By Francesca Molteni
Open, osmotic, transparent. A museum that offers so much, after being given so much. Beautiful because it’s connected to the city. That’s how it’s described by the Director of the Polo Museale Moderno e Contemporaneo di Milano, Gianfranco Maraniello, who sits at the head of five different entities: the Museo del Novecento, GAM Galleria d’Arte Moderna, Palazzo Morando, Casa Museo Boschi Di Stefano and the Studio Museo Francesco Messina.
FM: New projects, big changes. The Museo del Novecento is going through a moment of transformation. What are the main developments?

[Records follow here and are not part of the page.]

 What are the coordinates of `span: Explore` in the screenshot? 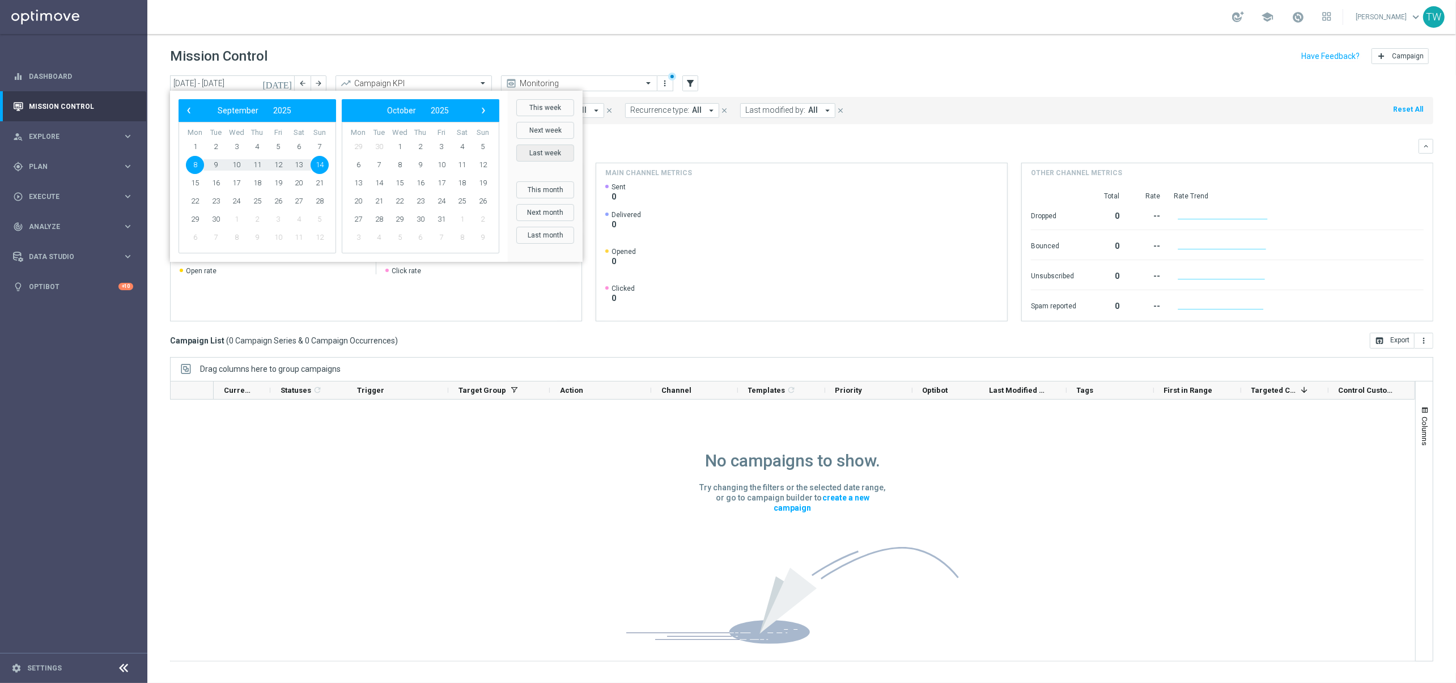 It's located at (75, 137).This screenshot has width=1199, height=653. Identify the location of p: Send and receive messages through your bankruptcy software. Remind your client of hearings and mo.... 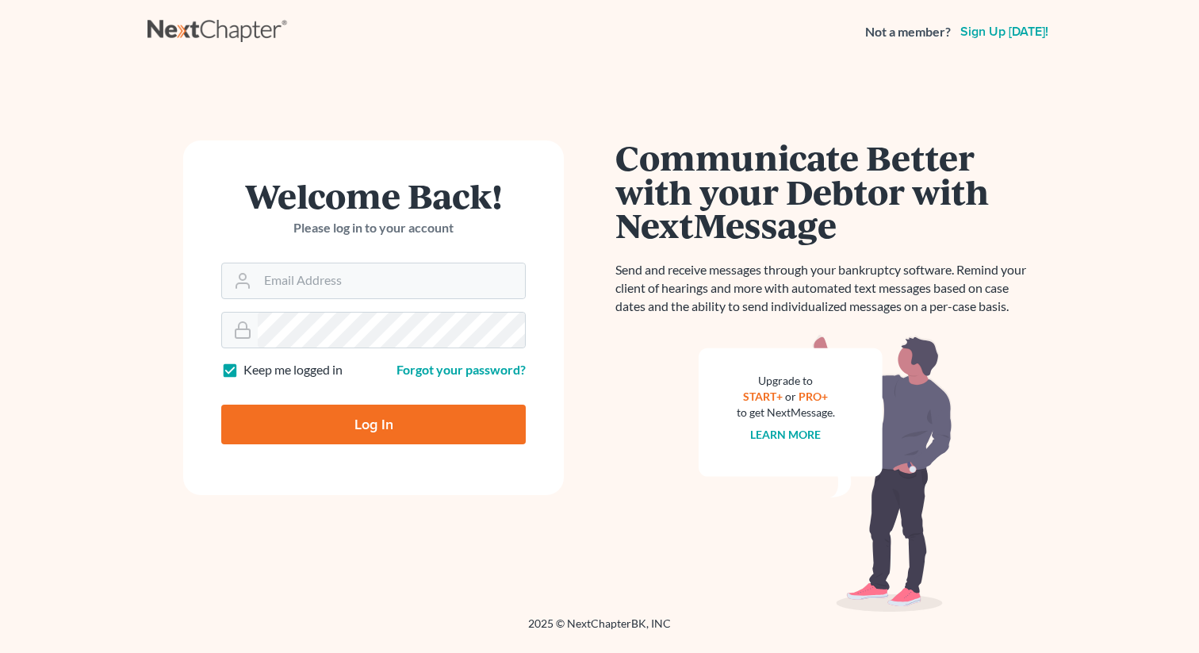
(826, 288).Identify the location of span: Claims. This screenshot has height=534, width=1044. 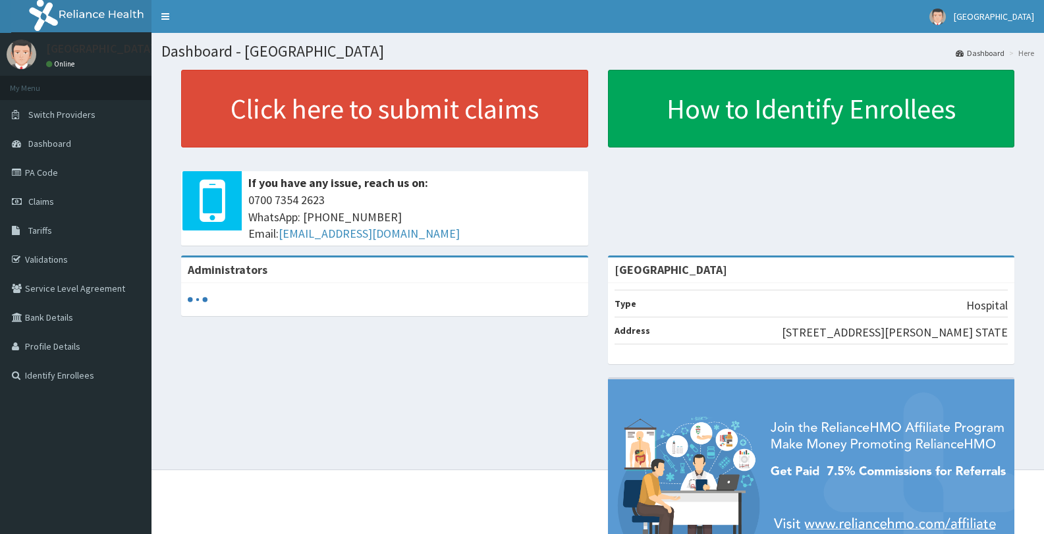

GM: Working on the space within the Museo del Novecento means considering what will happen when it’s extended to the second Arengario. So, imagining what its final form will be. Today’s Museum will become a permanent collection space, the start and end points of which will be two poles of the 20th century. It will start with hope, the idea of influencing the world, so the idea of the avant-garde, and Futurism, which is currently the most complete part of the collection, with a deep Milanese connotation, despite being an international phenomenon. It will conclude with a date that’s symbolic for 20th-century Italy, and certainly for this city and for the art of this city: 1993, the year in which lots of things happened in Milan—the mafia-terrorist Via Palestro massacre, the phenomenon known as Mani Pulite (lit. ‘clean hands’), but also the founding of Berlusconi’s political party. Culture, politics, society, the media—so, a very significant past, which in art has been represented in important works in our collection. The second Arengario, on the other hand, will be the place for exhibitions, the contemporary, also in correspondence to spaces which are better adapted to temporary exhibitions, precisely for their flexibility. I see architectural restoration as a crucial topic for Palazzo dell’Arengario too, to find the almost osmotic relationship between the interior and exterior of the Museum.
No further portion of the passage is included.